Correctness guarantees

This feature is currently in Beta and should not be used in a production environment.

Metering & Billing keeps credit balances correct by booking every credit movement on an internal double-entry ledger. The public credit balance is not a mutable counter. It’s derived from ledger movements that are balanced, ordered, and preserved over time.

This matters for customers and operators because the same rules explain every balance change:

  • Grants add credits.
  • Charges consume credits.
  • Expiration removes unused credits.
  • Corrections add follow-up movements instead of changing the past.
  • Transaction history shows the customer-facing result of those movements.

Double-entry ledger

Every credit movement is backed by balanced ledger entries. When credits move into or out of a customer balance, Metering & Billing records the matching side of the movement in another account.

At a high level, the credit ledger contains customer accounts and business accounts:

 
flowchart LR
  subgraph Customer["Customer accounts"]
    FBO["Customer credit balance"]
    REC["Customer receivable"]
    ACC["Customer accrued"]
  end

  subgraph Business["Business accounts"]
    WASH["Settlement boundary"]
    EARN["Earnings"]
    BRK["Expiration / breakage"]
  end

  REC --> FBO
  FBO --> ACC
  ACC --> EARN
  FBO --> BRK
  WASH --> REC
  

The customer credit balance is the customer-facing account. Receivable and accrued accounts exist so Metering & Billing can represent payment state, consumed usage, and recognition separately. Business accounts represent the other side of settlement, earnings, and expiration.

Movements

A settled balance is calculated from committed credit movements. If a customer receives 100 credits and uses 30, the settled balance is 70.

+100 funded
 -30 consumed
----
  70 settled balance

Because the balance comes from movements, Metering & Billing can also answer point-in-time balance questions. A balance read before an expiration doesn’t include that expiration, while a balance read at or after the expiration does.

Movement immutability

Credit history is immutable. When usage changes, a charge is canceled, or a billing workflow reverses previously consumed credits, Metering & Billing books a correction movement. Metering & Billing doesn’t rewrite the original movement.

This gives transaction history a stable audit shape:

T1: +100 funded
T2:  -40 consumed
T3:  +10 correction

The customer can still see that 40 credits were consumed at T2. The later correction explains why 10 credits returned at T3.

Deterministic consumption

When a customer has multiple grants in the same currency, Metering & Billing consumes credits in a deterministic order:

priority asc
expires_at asc
stable movement order asc

Lower priority values are consumed first. For equal priority, earlier-expiring credits are consumed first. If both are equal, Metering & Billing uses stable movement order.
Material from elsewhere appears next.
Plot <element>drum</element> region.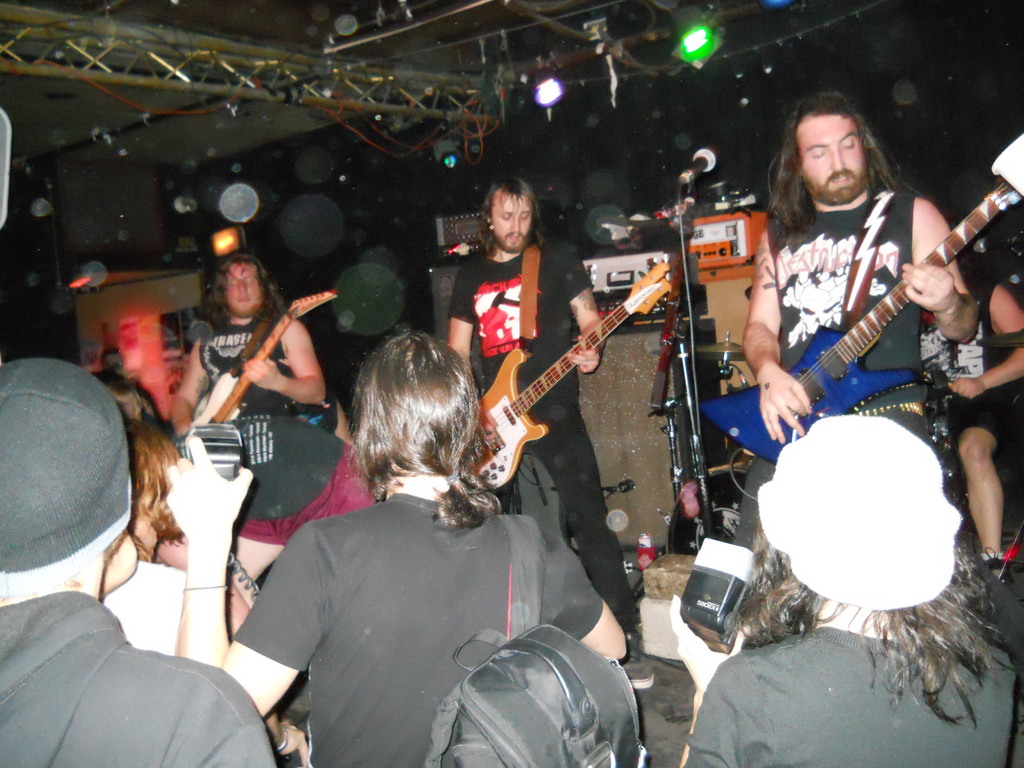
Plotted at 666:458:749:553.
This rule keeps consumption predictable and also protects expiration correctness. When credits are consumed, Metering & Billing knows which future expiration should be reduced.

Credit expiration

Expiration removes only unused credits. If a customer uses part of an expiring grant, the used portion doesn’t expire later.

T1:  +100 funded, expires at T10
T5:   -30 consumed
T10:  -70 expired

The original grant was 100 credits, but only 70 credits remained unused at expiration. The consumed 30 credits were already spent, so they are not expired.

Transaction history is a projection

The double-entry ledger contains the accounting detail needed for correctness. Customer credit transaction history shows the customer-facing movement:

Type

Meaning

funded credits were added
consumed credits were used by charges
expired unused credits expired

This projection keeps the public history understandable while preserving accounting correctness underneath.